Ready to help firms with downstream tracking

BAN continues to find that the use of GPS trackers to expose illegal and unethical exports of electronic waste is a powerful tool and motivator. Our first commitment in this regard is to conduct such tracking within our own e-Stewards certification program. But it is our goal also to ensure that the entire industry and all standards respect human rights and the environment and comply fully with the Basel Convention and its decisions.
Responsible recycling companies can be plagued with downstream vendors that cheat on their no-export commitments. For this reason, BAN encourages all electronics recyclers to contact BAN to privately contract for our tracking services. We are ready and willing to help all recyclers and enterprise companies to audit their downstream partners.
The NGO won't hide the GPS in a junky 30 year old expensive to recycle CRT television.  While those are over 50% of the e-waste delivered to USA ewaste drop offs, mysteriously the NGO (working shockingly enough with MIT's Senseable City Lab) didn't put a single GPS tracker in any CRT television.  But, if you pay them to, they have announced they are willing to try to do to any competitor of yours what they did to poor Joe Benson.

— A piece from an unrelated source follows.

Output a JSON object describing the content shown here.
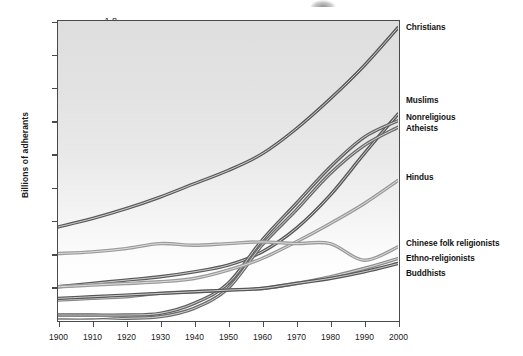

"Eighty percent of African Tomatoes are blood-filled"

When I asked the Executive Director why they hadn't put any GPS in any heavy ubiquitously scrapped CRT or projection television, he said that the GPS devices were expensive.  He only recommends putting them in devices that will be exported, and then tells people that the percentage that were (about 1/3 of the selected ones) is representative of e-waste as a whole. 

They are hiding bad eggs in the bushels of the poor, like poison chocolates to scare us from sending children out on Halloween.  They are trying to scare our clients and our friends from selling to geeks of color.  They are selling racial profiling as a litmus test for who can repair a computer.  This must be stopped.

You heard it from me first.  Environmentalists have to stand up to our own bullyboys.  We cannot allow our science hide wolves among the sheep.  We have to call out this atrocious behavior before one of our opponents on the right does so.  And the people who should object first are the professors frum the University of Washington that sit on the Board of Directors of this "hit man" NGO, who describes my pals in the Tech Sector as "primitives" and "informal" and "ghoulish", and describes the laptops and computers they buy as "skeletal" and "toxic" and "debris".

Racism does not belong in the green movement.  Purge this idea of paid tracking.  Now.

Who do you see in Africa's Tech Sector? The next Joe Benson?